College Students Who Abuse Stimulants Seeking Improved Grades, Not ‘High’
In the U.S., significant numbers of young adults enrolled in college (and college-age young adults not enrolled in school) abuse some sort of prescription medication. This form of drug abuse poses a number of risks, including clearly increased odds of developing diagnosable symptoms of drug addiction. In a study published in November 2014 in the journal Addictive Behaviors, a team of researchers from Auburn University investigated the reasons college students abuse prescription substances. The researchers also sought to identify those individuals most likely to abuse a medication while enrolled in college.
Prescription Medication Abuse
Public health officials and researchers use the terms prescription drug abuse, prescription medication abuse and prescription substance abuse to characterize the consumption of any prescription medication in circumstances not approved and monitored by a licensed physician. Some people who participate in this form of substance abuse actually have prescriptions for the medications they consume, but they use those medications in excessive amounts for recreational purposes or in a misguided attempt to gain greater symptom relief. Other people who participate in prescription drug abuse have no prescription for the medication(s) they consume and rely on friends, relatives or (in a fairly small number of cases) drug dealers to provide access.
Three classes of prescription medications are the most likely targets of abuse, the National Institute on Drug Abuse reports: opioid painkillers or pain relievers, stimulant medications prescribed for attention-deficit hyperactivity disorder and certain other ailments, and sedative-hypnotics (a group that includes tranquilizers, many anti-anxiety drugs and most sleeping pills). Opioid substances such as oxycodone, hydrocodone, hydromorphone, fentanyl, meperidine and propoxyphene are abused far more than any other type of prescription medication.
College and Prescription Medications
A federally sponsored project called the National Study on Drug Use and Health tracks the year-to-year rate of prescription medication abuse among young adults in the typical college age range of 18 to 25. According to the most recent results from this survey (which cover the year 2013), roughly 4.8 percent of all college-age adults across the U.S. abuse some sort of prescription medication in the average month. This is the lowest monthly rate recorded for more than a decade. Still, there are indications that college students abuse prescription medications more often than their age contemporaries not enrolled in college. For example, more than 50 percent of college undergrads with legitimate access to prescription stimulants (frequently abused as “study drugs”) report receiving offers from other students to sell their medications or barter their medications for other goods or services, or report receiving requests from other students to grant access to their medications at no cost.
Why Do College Students Participate?
In the study published in Addictive Behaviors, the Auburn University researchers used information gathered from 128 college undergrads to explore the reasons college students abuse prescription medications. All of these study participants were recruited on National Alcohol Screening Day, a day dedicated to educating people about the risks of excessive drinking and identifying people likely at risk for serious alcohol problems or already affected by serious alcohol problems. In addition to uncovering why college students abuse prescription drugs, the researchers sought to estimate the lifetime and past-year rates for prescription drug abuse on college campuses, in addition to determining which students have the highest chances of partaking in prescription medication abuse.
The researchers concluded that 42 percent of the study participants had abused a prescription drug one or more times in their lives. Almost 30 percent of the participants had abused a prescription drug one or more times in the year prior to the beginning of the study; in addition, roughly 18 percent of the study participants reported involvement in an overlapping pattern of prescription medication abuse and alcohol use or abuse. The No. 1 reason given for abusing a prescription drug was a desire to perform well academically or to achieve other functional goals, not a desire to get “high” or otherwise use a medication recreationally.
The study’s authors concluded that the medications most commonly abused by the participants in the previous year were prescription stimulants. However, they also concluded that the class of medications most commonly abused by the participants over the course of a lifetime was opioid painkillers. Finally, the authors concluded that the participating students who binged on alcohol (rapidly consumed enough alcohol to get legally drunk) reported a 200 percent higher chance of abusing prescription drugs than their peers who didn’t binge drink.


#### Task description:
In the data below, find each line that contains the word "chart" and copy it.

The input Block Start

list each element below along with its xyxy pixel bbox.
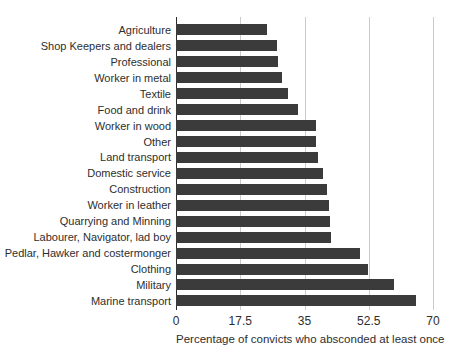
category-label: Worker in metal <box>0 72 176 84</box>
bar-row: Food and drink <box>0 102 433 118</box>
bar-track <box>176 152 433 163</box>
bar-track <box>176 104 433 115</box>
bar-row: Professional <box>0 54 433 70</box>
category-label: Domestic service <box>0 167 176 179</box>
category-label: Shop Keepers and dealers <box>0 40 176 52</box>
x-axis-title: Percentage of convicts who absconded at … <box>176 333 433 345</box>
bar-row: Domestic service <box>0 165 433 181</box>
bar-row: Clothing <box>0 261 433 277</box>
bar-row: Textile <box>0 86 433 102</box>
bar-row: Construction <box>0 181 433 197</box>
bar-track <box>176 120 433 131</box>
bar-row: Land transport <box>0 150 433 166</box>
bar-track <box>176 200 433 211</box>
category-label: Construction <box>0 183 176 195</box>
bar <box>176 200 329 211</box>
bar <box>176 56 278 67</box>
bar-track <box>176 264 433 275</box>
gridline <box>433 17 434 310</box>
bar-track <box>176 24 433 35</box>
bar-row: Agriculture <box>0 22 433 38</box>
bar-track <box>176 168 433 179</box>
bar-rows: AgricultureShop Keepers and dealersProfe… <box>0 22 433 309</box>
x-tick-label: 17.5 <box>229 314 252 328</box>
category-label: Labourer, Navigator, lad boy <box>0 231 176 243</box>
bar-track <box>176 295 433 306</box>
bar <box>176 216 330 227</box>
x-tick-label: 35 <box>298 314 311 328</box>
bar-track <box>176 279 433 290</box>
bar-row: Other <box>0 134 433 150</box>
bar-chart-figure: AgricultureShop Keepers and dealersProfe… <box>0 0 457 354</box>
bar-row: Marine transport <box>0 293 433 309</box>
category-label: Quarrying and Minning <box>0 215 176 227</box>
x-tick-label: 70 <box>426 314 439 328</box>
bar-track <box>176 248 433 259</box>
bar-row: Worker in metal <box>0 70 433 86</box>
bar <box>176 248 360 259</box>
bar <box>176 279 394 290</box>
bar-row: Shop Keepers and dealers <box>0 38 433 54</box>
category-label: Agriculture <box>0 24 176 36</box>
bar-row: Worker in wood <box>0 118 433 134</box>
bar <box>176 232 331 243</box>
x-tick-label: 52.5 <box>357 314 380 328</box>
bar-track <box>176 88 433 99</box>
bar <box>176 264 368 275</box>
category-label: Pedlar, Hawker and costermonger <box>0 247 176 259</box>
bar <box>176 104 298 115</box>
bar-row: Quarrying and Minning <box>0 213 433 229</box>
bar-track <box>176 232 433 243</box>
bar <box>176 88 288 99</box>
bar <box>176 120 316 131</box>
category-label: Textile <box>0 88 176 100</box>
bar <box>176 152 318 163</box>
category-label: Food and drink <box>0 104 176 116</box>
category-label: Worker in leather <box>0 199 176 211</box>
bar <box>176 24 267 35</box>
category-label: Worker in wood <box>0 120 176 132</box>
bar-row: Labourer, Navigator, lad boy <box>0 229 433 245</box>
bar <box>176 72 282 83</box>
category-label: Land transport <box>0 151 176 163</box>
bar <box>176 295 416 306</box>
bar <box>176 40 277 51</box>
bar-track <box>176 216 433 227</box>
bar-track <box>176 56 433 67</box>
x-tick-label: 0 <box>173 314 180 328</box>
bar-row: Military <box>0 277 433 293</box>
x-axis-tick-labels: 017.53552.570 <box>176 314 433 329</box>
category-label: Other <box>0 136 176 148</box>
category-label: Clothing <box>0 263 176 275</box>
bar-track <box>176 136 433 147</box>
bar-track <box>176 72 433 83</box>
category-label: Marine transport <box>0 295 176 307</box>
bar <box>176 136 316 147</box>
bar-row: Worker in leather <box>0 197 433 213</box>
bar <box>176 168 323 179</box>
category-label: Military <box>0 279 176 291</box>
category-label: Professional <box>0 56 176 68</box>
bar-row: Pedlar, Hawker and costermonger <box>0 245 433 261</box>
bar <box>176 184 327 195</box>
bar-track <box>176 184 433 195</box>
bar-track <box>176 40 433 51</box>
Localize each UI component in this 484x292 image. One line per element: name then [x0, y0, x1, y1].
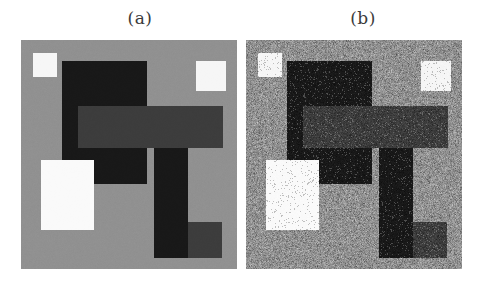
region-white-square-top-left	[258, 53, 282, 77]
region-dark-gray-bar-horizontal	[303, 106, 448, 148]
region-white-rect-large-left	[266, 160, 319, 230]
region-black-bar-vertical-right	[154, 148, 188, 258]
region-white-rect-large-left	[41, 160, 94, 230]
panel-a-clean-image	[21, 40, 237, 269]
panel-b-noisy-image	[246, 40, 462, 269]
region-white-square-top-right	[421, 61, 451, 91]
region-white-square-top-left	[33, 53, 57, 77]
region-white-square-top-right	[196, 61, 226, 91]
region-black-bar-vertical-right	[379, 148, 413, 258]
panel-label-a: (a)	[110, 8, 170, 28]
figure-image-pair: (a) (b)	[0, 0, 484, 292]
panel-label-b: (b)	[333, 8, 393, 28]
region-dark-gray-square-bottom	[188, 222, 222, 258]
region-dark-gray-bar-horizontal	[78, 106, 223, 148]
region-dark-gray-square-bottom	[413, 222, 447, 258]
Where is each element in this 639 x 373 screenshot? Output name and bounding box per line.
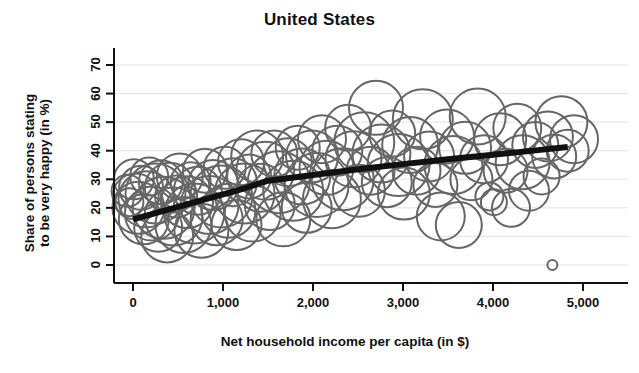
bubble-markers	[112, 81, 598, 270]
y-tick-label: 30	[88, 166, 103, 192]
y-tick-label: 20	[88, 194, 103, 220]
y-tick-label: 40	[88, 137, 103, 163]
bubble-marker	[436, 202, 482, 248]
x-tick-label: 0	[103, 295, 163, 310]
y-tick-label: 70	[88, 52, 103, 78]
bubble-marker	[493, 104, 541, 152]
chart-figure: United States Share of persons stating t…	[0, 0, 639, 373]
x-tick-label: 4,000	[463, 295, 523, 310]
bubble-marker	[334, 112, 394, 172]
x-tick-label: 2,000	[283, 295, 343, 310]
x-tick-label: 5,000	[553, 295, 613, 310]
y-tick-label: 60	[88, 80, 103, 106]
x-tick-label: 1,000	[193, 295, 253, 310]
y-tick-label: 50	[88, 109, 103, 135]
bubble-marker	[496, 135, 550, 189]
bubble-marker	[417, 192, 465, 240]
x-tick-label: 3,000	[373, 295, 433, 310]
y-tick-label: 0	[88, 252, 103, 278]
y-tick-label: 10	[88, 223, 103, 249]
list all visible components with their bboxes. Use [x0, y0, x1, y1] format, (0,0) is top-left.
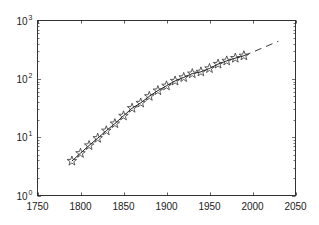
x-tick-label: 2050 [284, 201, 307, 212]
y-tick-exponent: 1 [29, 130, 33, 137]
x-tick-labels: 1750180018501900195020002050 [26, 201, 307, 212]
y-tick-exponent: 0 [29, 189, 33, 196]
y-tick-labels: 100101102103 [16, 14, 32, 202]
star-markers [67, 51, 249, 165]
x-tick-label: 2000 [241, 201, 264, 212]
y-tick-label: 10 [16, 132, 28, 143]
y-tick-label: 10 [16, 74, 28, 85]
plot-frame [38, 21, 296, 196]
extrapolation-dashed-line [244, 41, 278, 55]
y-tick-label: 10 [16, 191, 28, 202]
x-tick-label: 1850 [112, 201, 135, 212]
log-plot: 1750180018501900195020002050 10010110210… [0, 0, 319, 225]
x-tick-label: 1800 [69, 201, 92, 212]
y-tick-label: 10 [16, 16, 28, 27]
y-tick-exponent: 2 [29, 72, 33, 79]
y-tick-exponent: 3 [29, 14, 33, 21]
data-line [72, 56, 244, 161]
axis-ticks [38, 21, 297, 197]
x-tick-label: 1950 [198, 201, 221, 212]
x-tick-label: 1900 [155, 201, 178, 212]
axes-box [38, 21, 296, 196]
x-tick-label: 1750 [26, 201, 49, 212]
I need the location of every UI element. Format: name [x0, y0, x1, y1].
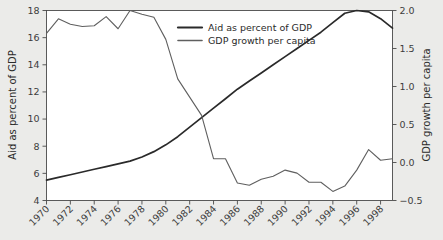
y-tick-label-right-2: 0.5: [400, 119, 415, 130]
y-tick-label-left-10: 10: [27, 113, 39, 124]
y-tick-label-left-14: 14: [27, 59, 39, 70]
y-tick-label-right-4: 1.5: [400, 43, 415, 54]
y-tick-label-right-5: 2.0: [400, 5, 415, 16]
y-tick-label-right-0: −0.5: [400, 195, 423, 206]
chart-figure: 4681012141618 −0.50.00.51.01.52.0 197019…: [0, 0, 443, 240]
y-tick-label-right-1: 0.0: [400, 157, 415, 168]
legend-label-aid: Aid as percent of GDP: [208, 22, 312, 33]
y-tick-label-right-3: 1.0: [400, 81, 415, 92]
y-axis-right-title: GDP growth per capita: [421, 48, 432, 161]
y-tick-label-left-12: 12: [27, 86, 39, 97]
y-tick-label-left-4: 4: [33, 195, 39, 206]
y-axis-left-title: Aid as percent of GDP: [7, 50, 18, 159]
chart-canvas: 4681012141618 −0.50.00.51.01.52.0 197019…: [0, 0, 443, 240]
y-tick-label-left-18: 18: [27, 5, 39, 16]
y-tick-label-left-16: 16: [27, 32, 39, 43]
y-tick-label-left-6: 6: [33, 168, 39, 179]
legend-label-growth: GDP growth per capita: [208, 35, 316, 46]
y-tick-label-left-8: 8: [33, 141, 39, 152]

The input Block End

#### Solution to the problem:
bar-chart-figure: AgricultureShop Keepers and dealersProfe… <box>0 0 457 354</box>
chart-figure: United States Share of persons stating t…	[0, 0, 639, 373]
chart-figure: 4681012141618 −0.50.00.51.01.52.0 197019…: [0, 0, 443, 240]
chart-canvas: 4681012141618 −0.50.00.51.01.52.0 197019…: [0, 0, 443, 240]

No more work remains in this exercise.